Rheumatoid Arthritis Pharmacology
~2 min read
Lesson 4 of 19
Notes
Rheumatoid arthritis (RA) is a chronic inflammatory autoimmune disease with onset typically between 30 and 55 years. Unlike osteoarthritis (mechanical wear of articular surfaces), RA begins with synovial membrane damage and inflammation, progresses to pannus (fibrovascular) tissue formation, and ultimately causes bone destruction and joint fusion.
Treatment addresses three goals: pain/symptom control, inflammation reduction, and disease progression modification.
NSAIDs inhibit cyclooxygenase (COX) enzymes. Cell damage releases phospholipids; phospholipase converts them to arachidonic acid; COX converts arachidonic acid to prostaglandins, especially PGE2 (mediates pain and inflammation). COX-1 is constitutive โ its inhibition causes gastric and renal side effects. COX-2 is inducible at inflammation sites โ its inhibition is anti-inflammatory. COX-2 produces PGI2 (prostacyclin); inhibition increases thrombosis risk. Key NSAIDs: ibuprofen; diclofenac (slightly COX-2 selective; GI risk; oral and topical); celecoxib (highly COX-2 selective; reduced GI effects; increased cardiovascular thrombosis risk).
Glucocorticoids are powerful anti-inflammatory and immunosuppressive agents. The endogenous corticosteroid is cortisol. They alter gene transcription to produce anti-inflammatory effects, can serve as bridge therapy, and at high doses function as DMARDs. Long-term oral use causes cushingoid features, osteoporosis (decreased collagen synthesis), and HPA suppression. Key agents: prednisone (main for RA); dexamethasone (most potent); triamcinolone (intra-articular, short-term). Corticosteroids must be tapered rather than stopped abruptly because chronic use suppresses the HPA axis โ abrupt cessation risks Addison-like disease.
DMARDs have slow onset (weeks to months), reduce disease progression or induce remission, reduce joint damage, and cause immunosuppression requiring blood monitoring. They lack direct analgesic or anti-inflammatory effects; bridge therapy with NSAIDs or glucocorticoids is required until DMARD effects appear.
Xenobiotic DMARDs: methotrexate (first-choice DMARD; folate antagonist targeting rapidly dividing cells; onset 3-6 weeks; monitor for pancytopenia, hepatotoxicity); cyclosporin (calcineurin inhibitor; reduces T-cell proliferation; also used for transplant rejection; hypertension and renal toxicity are major concerns).
Biological DMARDs target specific immune pathways: infliximab and adalimumab (monoclonal antibodies against TNF-alpha); rituximab (anti-CD20 mAb, depletes B cells); etanercept (soluble TNF receptor). All biological DMARDs cause immunosuppression and increase infection risk.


> [Task statement]:
Using the listing below, retype exactly the lines starting at the one with "List every element" and ending at the one with "is w=391 h=266.", and include both.
=== Section Start ===
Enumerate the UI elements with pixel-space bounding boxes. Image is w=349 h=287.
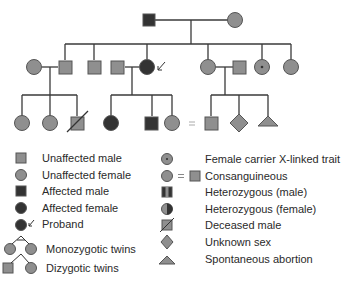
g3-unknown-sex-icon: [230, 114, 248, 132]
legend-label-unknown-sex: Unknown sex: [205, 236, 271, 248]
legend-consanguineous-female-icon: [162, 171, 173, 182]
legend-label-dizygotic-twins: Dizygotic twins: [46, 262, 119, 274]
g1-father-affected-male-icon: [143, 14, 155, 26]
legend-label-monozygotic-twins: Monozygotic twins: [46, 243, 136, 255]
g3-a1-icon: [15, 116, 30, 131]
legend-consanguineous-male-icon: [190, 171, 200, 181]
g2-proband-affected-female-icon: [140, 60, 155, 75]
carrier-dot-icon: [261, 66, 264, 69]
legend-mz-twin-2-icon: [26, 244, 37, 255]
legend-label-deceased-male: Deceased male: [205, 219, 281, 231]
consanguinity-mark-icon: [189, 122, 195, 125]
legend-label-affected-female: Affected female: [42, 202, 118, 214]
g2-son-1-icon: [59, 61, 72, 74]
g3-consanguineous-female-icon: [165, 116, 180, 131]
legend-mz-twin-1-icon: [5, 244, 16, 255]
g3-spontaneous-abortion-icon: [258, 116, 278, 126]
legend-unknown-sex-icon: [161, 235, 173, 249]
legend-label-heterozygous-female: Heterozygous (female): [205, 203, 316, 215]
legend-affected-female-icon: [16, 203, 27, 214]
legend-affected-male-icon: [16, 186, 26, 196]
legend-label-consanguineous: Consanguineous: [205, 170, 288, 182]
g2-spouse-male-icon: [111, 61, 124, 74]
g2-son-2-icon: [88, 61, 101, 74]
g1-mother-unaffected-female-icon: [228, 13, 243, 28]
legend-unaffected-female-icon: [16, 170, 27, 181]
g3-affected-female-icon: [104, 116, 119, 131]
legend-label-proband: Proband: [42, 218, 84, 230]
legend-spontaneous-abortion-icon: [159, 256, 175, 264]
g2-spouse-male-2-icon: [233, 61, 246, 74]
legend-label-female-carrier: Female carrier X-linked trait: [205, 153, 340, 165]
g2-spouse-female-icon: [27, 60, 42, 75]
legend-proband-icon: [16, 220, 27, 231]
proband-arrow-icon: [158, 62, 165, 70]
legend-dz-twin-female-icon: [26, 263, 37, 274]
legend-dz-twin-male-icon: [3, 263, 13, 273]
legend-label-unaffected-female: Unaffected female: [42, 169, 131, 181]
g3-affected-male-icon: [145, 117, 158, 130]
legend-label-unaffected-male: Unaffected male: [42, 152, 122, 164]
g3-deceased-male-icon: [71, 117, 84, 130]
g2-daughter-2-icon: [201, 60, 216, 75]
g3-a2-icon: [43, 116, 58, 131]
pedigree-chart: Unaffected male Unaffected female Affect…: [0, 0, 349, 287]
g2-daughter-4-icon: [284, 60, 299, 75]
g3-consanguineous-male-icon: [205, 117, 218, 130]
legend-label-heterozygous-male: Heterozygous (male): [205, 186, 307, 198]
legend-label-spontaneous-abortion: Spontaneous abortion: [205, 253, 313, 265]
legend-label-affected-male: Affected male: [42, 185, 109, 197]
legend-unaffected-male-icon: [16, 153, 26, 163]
=== Section End ===
=== Section Start ===
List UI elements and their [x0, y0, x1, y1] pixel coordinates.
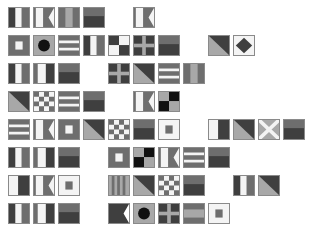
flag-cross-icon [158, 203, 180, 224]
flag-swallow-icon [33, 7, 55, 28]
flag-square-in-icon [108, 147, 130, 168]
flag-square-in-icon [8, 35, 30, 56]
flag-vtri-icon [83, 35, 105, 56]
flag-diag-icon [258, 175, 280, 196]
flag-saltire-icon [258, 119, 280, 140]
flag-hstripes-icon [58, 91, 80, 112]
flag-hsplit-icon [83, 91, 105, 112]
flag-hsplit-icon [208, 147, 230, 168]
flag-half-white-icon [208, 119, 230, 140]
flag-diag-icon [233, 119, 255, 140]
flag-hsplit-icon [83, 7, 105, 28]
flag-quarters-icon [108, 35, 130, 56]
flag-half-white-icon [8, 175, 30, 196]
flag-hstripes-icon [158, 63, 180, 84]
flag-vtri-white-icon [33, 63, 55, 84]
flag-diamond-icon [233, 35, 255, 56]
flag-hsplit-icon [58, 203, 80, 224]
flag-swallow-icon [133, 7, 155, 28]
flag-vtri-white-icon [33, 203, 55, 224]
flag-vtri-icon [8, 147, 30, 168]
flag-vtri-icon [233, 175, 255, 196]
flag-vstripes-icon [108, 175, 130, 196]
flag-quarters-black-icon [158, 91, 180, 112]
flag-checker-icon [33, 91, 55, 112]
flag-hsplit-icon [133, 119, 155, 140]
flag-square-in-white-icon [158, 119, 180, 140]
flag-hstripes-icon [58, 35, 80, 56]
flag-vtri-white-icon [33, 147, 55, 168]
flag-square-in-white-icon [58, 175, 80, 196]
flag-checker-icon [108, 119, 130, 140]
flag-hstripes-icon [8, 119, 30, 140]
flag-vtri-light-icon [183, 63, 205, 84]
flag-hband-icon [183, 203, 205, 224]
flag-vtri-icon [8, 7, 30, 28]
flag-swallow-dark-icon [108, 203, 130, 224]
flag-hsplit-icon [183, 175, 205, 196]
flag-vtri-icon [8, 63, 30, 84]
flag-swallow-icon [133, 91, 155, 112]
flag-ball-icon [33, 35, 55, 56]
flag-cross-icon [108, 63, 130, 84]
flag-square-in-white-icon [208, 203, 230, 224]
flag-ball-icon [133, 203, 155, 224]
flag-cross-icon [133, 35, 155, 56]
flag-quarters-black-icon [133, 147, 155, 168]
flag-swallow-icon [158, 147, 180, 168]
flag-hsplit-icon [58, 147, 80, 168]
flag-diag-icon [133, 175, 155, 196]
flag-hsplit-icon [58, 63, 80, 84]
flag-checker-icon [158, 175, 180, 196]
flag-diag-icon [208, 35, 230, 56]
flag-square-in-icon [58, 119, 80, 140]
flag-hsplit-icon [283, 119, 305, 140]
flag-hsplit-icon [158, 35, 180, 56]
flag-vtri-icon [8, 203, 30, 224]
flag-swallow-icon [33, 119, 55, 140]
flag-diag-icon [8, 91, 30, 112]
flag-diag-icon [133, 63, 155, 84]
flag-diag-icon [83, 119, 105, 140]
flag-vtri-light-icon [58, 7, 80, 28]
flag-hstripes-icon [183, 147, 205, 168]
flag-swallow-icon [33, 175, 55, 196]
=== Section End ===
=== Section Start ===
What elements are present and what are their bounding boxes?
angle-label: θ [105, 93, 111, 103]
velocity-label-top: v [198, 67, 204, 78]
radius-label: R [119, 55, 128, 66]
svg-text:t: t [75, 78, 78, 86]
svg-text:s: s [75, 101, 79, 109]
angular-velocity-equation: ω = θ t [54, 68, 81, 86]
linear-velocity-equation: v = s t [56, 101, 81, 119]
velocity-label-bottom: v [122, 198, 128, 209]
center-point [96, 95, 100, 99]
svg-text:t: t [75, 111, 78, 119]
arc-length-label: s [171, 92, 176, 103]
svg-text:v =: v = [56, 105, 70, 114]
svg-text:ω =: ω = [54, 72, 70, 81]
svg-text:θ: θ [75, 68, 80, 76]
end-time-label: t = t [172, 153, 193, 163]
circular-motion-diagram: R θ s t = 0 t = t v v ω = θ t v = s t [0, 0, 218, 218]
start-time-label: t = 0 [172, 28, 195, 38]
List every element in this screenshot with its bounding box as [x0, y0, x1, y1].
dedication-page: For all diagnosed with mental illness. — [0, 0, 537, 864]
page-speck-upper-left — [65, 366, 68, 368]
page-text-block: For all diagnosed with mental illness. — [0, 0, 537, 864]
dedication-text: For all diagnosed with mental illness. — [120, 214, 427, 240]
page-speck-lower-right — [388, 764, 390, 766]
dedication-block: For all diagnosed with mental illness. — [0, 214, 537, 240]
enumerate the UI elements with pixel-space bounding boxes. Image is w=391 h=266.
=== Section End ===
> [Solution to this problem]:
List every element in this screenshot with its bounding box as [x0, y0, x1, y1].
dedication-page: For all diagnosed with mental illness. — [0, 0, 537, 864]
page-speck-upper-left — [65, 366, 68, 368]
page-text-block: For all diagnosed with mental illness. — [0, 0, 537, 864]
dedication-text: For all diagnosed with mental illness. — [120, 214, 427, 240]
page-speck-lower-right — [388, 764, 390, 766]
dedication-block: For all diagnosed with mental illness. — [0, 214, 537, 240]
enumerate the UI elements with pixel-space bounding boxes. Image is w=391 h=266.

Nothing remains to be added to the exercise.